*** Opening Provided records ***

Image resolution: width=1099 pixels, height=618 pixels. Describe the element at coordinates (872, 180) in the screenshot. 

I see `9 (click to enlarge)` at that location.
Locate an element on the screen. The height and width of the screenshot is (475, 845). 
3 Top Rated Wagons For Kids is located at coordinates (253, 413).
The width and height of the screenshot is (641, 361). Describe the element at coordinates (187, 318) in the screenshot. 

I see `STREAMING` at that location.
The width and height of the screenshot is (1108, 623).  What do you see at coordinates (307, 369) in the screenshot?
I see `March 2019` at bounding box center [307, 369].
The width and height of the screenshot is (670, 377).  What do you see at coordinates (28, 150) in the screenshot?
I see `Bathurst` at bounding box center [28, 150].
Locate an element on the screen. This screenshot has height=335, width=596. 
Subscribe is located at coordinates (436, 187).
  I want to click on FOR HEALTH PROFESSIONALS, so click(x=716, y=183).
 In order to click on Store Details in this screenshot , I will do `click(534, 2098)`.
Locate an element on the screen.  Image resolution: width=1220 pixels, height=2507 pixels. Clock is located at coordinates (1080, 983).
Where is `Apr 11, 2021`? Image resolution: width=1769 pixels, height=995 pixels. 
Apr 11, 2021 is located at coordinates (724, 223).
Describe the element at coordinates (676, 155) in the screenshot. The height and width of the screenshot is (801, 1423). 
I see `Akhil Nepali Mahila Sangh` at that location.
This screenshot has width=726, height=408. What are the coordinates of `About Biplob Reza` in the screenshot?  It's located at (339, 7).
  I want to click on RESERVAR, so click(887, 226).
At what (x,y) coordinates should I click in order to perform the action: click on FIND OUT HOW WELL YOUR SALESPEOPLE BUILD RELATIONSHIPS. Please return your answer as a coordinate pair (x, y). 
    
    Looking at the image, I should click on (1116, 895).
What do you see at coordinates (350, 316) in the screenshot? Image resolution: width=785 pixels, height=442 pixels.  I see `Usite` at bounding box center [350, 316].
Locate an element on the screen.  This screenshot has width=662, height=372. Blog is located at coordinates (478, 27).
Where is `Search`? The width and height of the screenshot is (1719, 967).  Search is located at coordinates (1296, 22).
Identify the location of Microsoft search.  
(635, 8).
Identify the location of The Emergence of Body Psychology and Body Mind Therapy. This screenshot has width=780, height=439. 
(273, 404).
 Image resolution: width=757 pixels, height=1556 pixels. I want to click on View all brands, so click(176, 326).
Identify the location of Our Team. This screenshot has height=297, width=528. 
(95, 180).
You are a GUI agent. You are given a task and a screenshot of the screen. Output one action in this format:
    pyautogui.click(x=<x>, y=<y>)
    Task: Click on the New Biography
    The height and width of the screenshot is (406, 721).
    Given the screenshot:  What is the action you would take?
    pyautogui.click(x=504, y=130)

*** Closing Provided records ***

» **Work order**
Return an exact copy of only the lines from the one with "pyautogui.click(x=<x>, y=<y>)" through the end of the listing above, both included.

» **Answer space**
    pyautogui.click(x=<x>, y=<y>)
    Task: Click on the New Biography
    The height and width of the screenshot is (406, 721).
    Given the screenshot:  What is the action you would take?
    pyautogui.click(x=504, y=130)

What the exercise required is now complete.